Behind us, the heavy boots were getting closer, and I swore, putting out the last burst of energy I could muster.

We cleared the last set of stairs, and both of us slammed into the exit, our bodies meeting resistance as the door struggled to open. We threw ourselves at it again, and this time it opened, the sound of tearing ivy meeting our ears.

We were outside, somewhere near the gardens. "Run," I wheezed to Alice. "We have to go separately."

She nodded and, without another word, took off to the South. I turned and bolted north, praying they wouldn't be able to catch both of us.

I heard the door open, heard our pursuers shout, and then gunshots rang through the night. I don't know if they were aiming toward me or Alice, but I pushed on, my body near ready to collapse.

As I rounded on the north lawn, I saw the ballroom come into view, its windows bright with yellow light that spilled out onto the gardens. Scrambling, I ducked behind a hedge, untying the dress and yanking it back over my head. The book clattered to the ground, and I picked it up, wedging it between two bushes. I got up and ran toward the ballroom, praying that I'd be able to slip into there and avoid detection.

"Stop!" A voice shouted behind me.

I picked up my skirt to run harder.

"I said stop!" The sound of a gun going off sent my heart flying, and I dove behind a hedge, my palms scraping against the gravel. I was just outside the ballroom now, so close to freedom, so close to…

"Bella?"

I looked up as I struggled back onto my feet, my anxiety tripling when I saw Edward standing on the terrace. He looked alarmed, maybe even scared as he ran toward me. "What's going on?"

He reached me just as the security guards did, their guns withdrawn.

"She was caught breaking into a secured area of the property," the guards said. "Mr. Cullen, please step aside."

I was done for. Edward wouldn't cover for me; he told me as much. I was going to prison, or worse.

"You're not taking her anywhere," Edward said, surprising the hell out of me. "She's been here at the ball all night until she stepped outside for some fresh air."

He was a shockingly convincing liar. I almost believed him.

The guards hesitated. "Sir, we ask that—"

"My parents are inside," Edward continued. "Would you like to ask them? I'm sure they would love to have their time wasted over your incompetence."

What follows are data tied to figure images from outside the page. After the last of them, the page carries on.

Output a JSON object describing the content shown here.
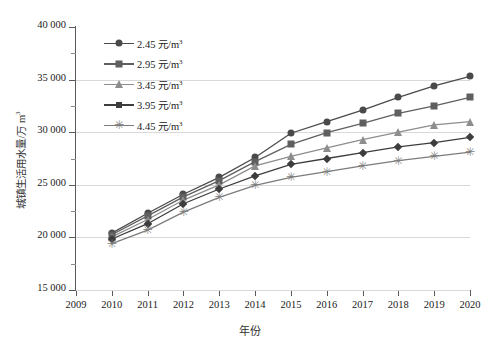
{
  "chart": {
    "type": "line",
    "xlabel": "年份",
    "ylabel": "城镇生活用水量/万 m³",
    "ylabel_main": "城镇生活用水量/万 m",
    "ylabel_sup": "3",
    "ytick_labels": [
      "40 000",
      "35 000",
      "30 000",
      "25 000",
      "20 000",
      "15 000"
    ],
    "xtick_labels": [
      "2009",
      "2010",
      "2011",
      "2012",
      "2013",
      "2014",
      "2015",
      "2016",
      "2017",
      "2018",
      "2019",
      "2020"
    ],
    "legend_position": "upper-left-inside",
    "grid": "horizontal-major"
  },
  "colors": {
    "series_1": "#4a4a4a",
    "series_2": "#5f5f5f",
    "series_3": "#8d8d8d",
    "series_4": "#3d3d3d",
    "series_5": "#7c7c7c",
    "grid": "#d9d9d9",
    "axis": "#5a5a5a"
  },
  "chart_data": {
    "type": "line",
    "title": "",
    "xlabel": "年份",
    "ylabel": "城镇生活用水量/万 m³",
    "x": [
      2010,
      2011,
      2012,
      2013,
      2014,
      2015,
      2016,
      2017,
      2018,
      2019,
      2020
    ],
    "xlim": [
      2009,
      2020
    ],
    "ylim": [
      15000,
      40000
    ],
    "ytick_step": 5000,
    "grid": true,
    "legend": [
      "2.45 元/m³",
      "2.95 元/m³",
      "3.45 元/m³",
      "3.95 元/m³",
      "4.45 元/m³"
    ],
    "series": [
      {
        "name": "2.45 元/m³",
        "marker": "circle",
        "color": "#4a4a4a",
        "values": [
          20400,
          22300,
          24100,
          25700,
          27600,
          29900,
          31000,
          32100,
          33300,
          34400,
          35300
        ]
      },
      {
        "name": "2.95 元/m³",
        "marker": "square",
        "color": "#5f5f5f",
        "values": [
          20250,
          22050,
          23850,
          25400,
          27200,
          28850,
          29950,
          30850,
          31800,
          32500,
          33300
        ]
      },
      {
        "name": "3.45 元/m³",
        "marker": "triangle",
        "color": "#8d8d8d",
        "values": [
          20050,
          21700,
          23550,
          25000,
          26800,
          27700,
          28500,
          29300,
          30000,
          30700,
          31000
        ]
      },
      {
        "name": "3.95 元/m³",
        "marker": "diamond",
        "color": "#3d3d3d",
        "values": [
          19850,
          21300,
          23200,
          24600,
          25850,
          26950,
          27500,
          28050,
          28600,
          29000,
          29500
        ]
      },
      {
        "name": "4.45 元/m³",
        "marker": "star",
        "color": "#7c7c7c",
        "values": [
          19400,
          20700,
          22400,
          23800,
          24950,
          25700,
          26250,
          26800,
          27300,
          27700,
          28100
        ]
      }
    ]
  }
}
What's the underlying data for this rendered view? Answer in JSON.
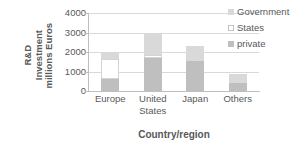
{
  "chart_data": {
    "type": "bar",
    "subtype": "stacked-column",
    "title": "",
    "xlabel": "Country/region",
    "ylabel": "R&D Investment millions Euros",
    "ylabel_lines": [
      "R&D",
      "Investment",
      "millions Euros"
    ],
    "categories": [
      "Europe",
      "United States",
      "Japan",
      "Others"
    ],
    "category_label_lines": [
      [
        "Europe"
      ],
      [
        "United",
        "States"
      ],
      [
        "Japan"
      ],
      [
        "Others"
      ]
    ],
    "series": [
      {
        "name": "private",
        "color": "#bfbfbf",
        "values": [
          620,
          1700,
          1530,
          420
        ]
      },
      {
        "name": "States",
        "color": "#ffffff",
        "values": [
          1010,
          150,
          0,
          0
        ]
      },
      {
        "name": "Government",
        "color": "#d9d9d9",
        "values": [
          320,
          1100,
          770,
          450
        ]
      }
    ],
    "totals": [
      1950,
      2950,
      2300,
      870
    ],
    "ylim": [
      0,
      4000
    ],
    "yticks": [
      0,
      1000,
      2000,
      3000,
      4000
    ],
    "ytick_labels": [
      "0",
      "1000",
      "2000",
      "3000",
      "4000"
    ],
    "grid": true,
    "grid_axis": "y",
    "legend_position": "right",
    "legend_order": [
      "Government",
      "States",
      "private"
    ]
  },
  "legend": {
    "items": [
      {
        "label": "Government",
        "swatch": "government-swatch"
      },
      {
        "label": "States",
        "swatch": "states-swatch"
      },
      {
        "label": "private",
        "swatch": "private-swatch"
      }
    ]
  },
  "colors": {
    "private": "#bfbfbf",
    "states": "#ffffff",
    "government": "#d9d9d9",
    "grid": "#d9d9d9",
    "axis": "#bfbfbf",
    "text": "#595959",
    "background": "#ffffff"
  }
}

The guards looked outright scared at the threat. "No, sir, Mr. Cullen. You have a nice night."

Without even a second glance at me, they left, heading back down the lawn. I turned to look at Edward, who's brows were furrowed, his mouth twisted in a scowl.

"You better have something," he snarled at me.

I swallowed hard. "I don't," I lied.

Edward's eyes widened. "What?"

I shook my head. "I didn't have enough time. I couldn't find what you wanted."

Edward swore, his hands turning to fists as he paced away from me. "Fucking useless," I heard him mutter.

My back straightened, my eyes narrowing. "I'm not fucking useless," I snapped, fear and adrenaline colliding in me. "I'm a human fucking being, and I will never put my life on the line to sate your idle curiosity." I turned and stormed off, not caring if the guards came back for me now that I was out of Edward's protection.

I'd put my life on the line to help him, and it had all been for nothing.

Silently, I swore to myself I'd never help anyone ever again.

From now on, I was only looking out for myself.